Thursday, August 17, 2006

Sins Concatenated on Sins: The Film Documentary "Capturing the Friedman's"

I just watched the film documentary "Capturing the Friedman's" with some friends and I want to record here some of my impressions. The mother struck me as the most sensible and morally acute of this deeply sorrowed family. She seems to have done her son Jesse a true service, to have guided him wisely despite the other two brothers being estranged from her. It was Jesse who went to jail, as did his father, for child molestation, and I wonder if he does not sense that she defended him best in the situation and that his brothers are both in denial in rejecting their mother. The charges brought against them both seem clearly inflated in an atmosphere of hysteria but the father professed in private to having molested his brother over a period of two years and having fed a lifelong pedafilia. Why am I even thinking about this movie or trying to come to a judgement on them? But there is something to be drawn from this movie. Clearly the father was a pedafile- no one denied that. But the hysterical reactions of the investigators and society seemed to have created a fog of justice. Justice is attacked from all sides. The terrible sorrow Mr. Friedman brought on himself and his family is, however, clear. The reactions, though apparently disproportionate, were reactions to something he had set in motion over a very long period of time.

There is a film clip of his sister as a little girl performing pirouettes, played several times in the movie. A beautiful moment of innocence and beauty. She died young from bloodpoisoning and it tore her family apart. The pain, and the perversion.

Mr. Friedman stated that he molested his younger brother over a period of two years. Apparently this is where it began for him. The younger brother, a man of 65 years of age, living together with another man in a homosexual relationship, can not remember any molestation. The confusion over a long evil seems to persist. The pain Mr. Friedman suffered could have been dealt with in a healing way. I dismiss the mendacious genetic determinists from the room. We are human and as human we have a choice and a responsibility to chose the right. He repeatedly chose the wrong. I too have repeated sins in my life. Let the folly, the sorrow and pain of others be a lesson to all of us who struggle with persistent sin. The mother has sought to heal and has seemingly made the most progress in the family.

I am reminded of a sermon by John Donne in which he urges the confession of sin immediately upon my or your first awareness of it, lest sin concatenate on sin. Our private sins may cause more untold misery than we now imagine. Lord, to be clean and clear of every sin, confessing everyone at its inception!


§ PROBLEM:
Your answer must hold only the lines below from the line containing "Image resolution: width=530" through the line containing "The image size is (824, 438).", each reproduced exactly.

==== LISTED RECORDS

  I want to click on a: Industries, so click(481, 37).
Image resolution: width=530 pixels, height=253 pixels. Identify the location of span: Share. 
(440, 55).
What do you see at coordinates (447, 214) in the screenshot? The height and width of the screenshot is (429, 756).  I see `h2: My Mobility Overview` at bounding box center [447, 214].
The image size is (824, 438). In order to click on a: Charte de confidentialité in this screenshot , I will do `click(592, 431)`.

========
==== LISTED RECORDS

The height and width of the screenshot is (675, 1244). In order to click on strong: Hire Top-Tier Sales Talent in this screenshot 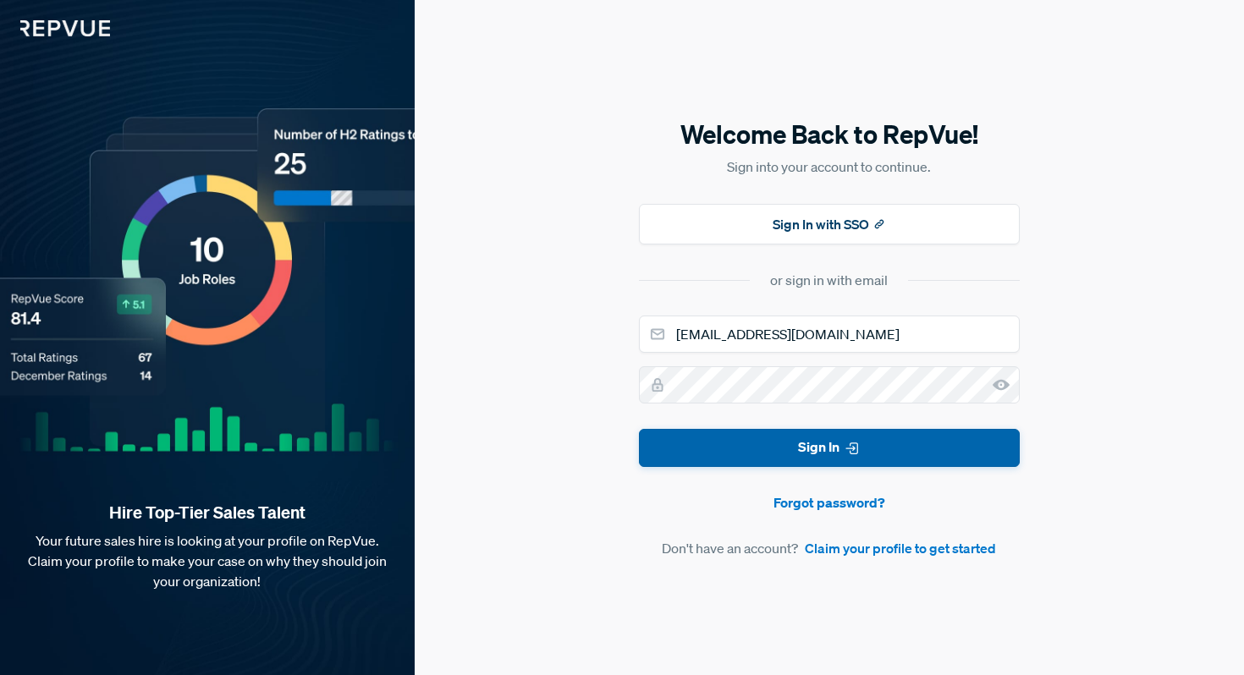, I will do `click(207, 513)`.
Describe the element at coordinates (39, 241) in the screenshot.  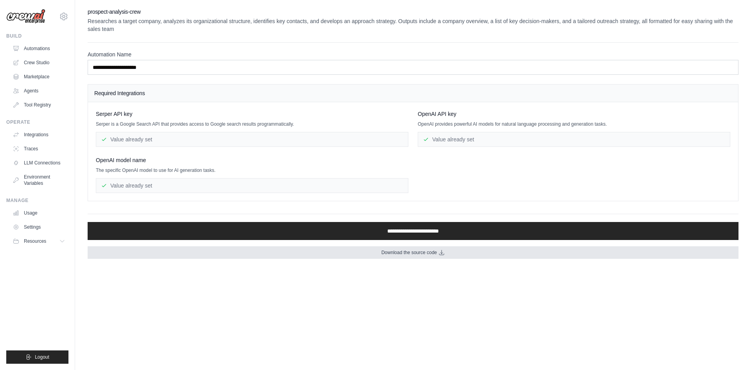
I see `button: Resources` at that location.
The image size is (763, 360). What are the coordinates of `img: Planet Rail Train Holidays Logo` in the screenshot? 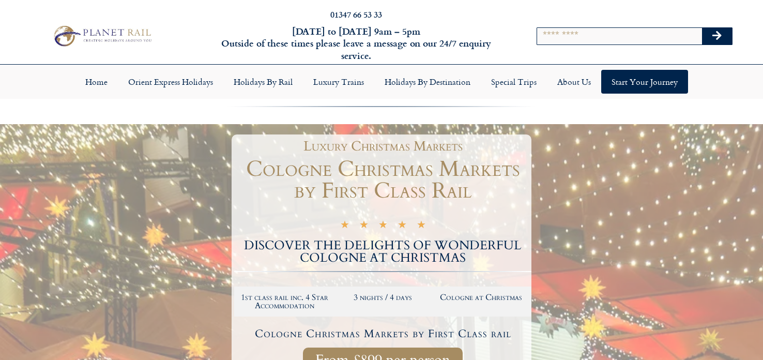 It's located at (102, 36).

========
==== LISTED RECORDS

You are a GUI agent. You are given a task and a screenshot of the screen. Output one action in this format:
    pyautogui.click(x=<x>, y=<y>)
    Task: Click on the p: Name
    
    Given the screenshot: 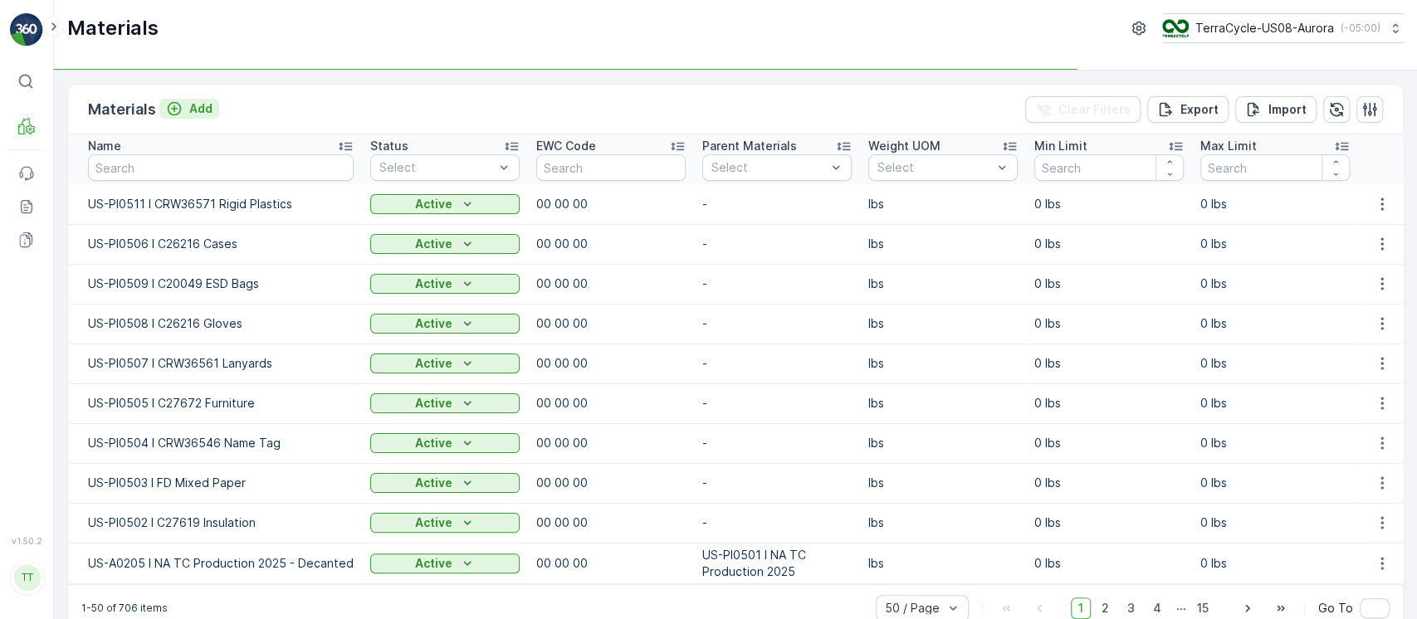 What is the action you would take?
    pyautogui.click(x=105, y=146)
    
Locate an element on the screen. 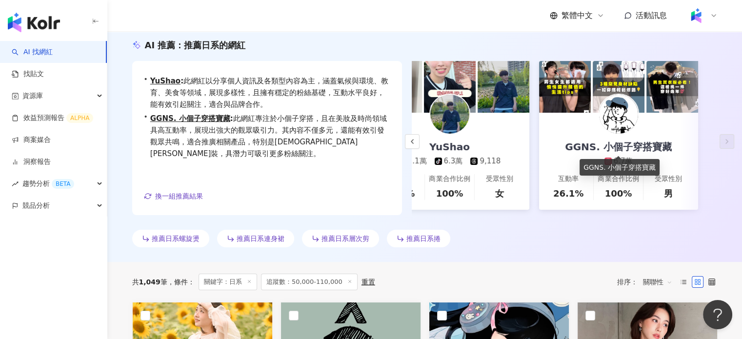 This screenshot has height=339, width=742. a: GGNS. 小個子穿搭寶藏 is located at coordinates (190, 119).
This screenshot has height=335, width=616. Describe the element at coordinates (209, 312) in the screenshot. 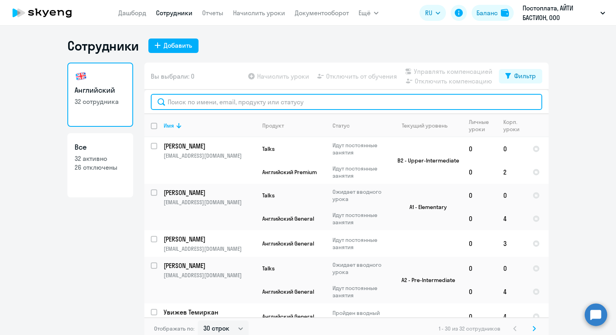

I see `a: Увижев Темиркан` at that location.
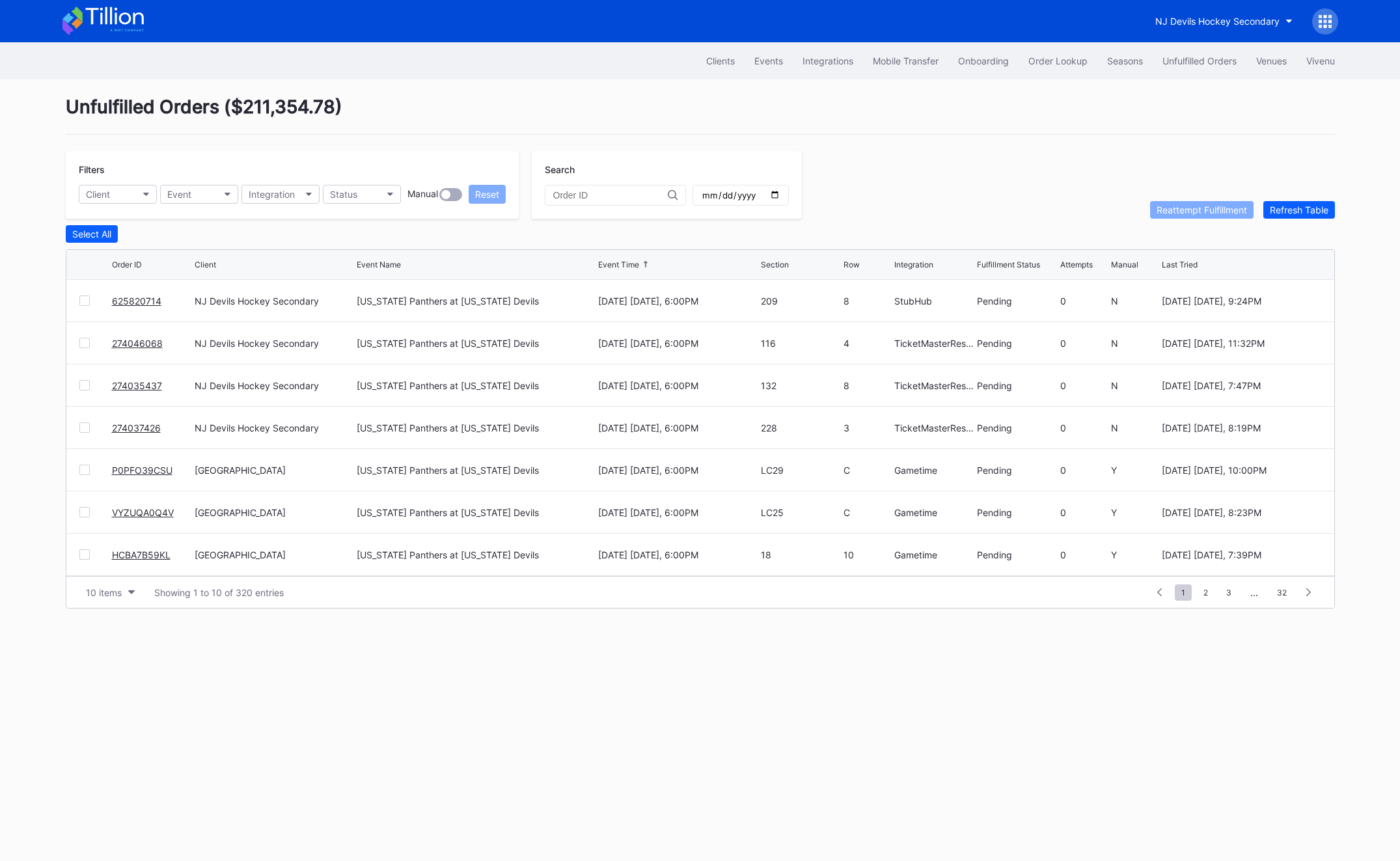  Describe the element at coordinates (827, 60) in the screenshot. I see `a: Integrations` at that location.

========

§ WORKED SOLUTION:
Image resolution: width=530 pixels, height=253 pixels. Identify the location of span: Share. 
(440, 55).
What do you see at coordinates (447, 214) in the screenshot? The height and width of the screenshot is (429, 756).  I see `h2: My Mobility Overview` at bounding box center [447, 214].
The image size is (824, 438). In order to click on a: Charte de confidentialité in this screenshot , I will do `click(592, 431)`.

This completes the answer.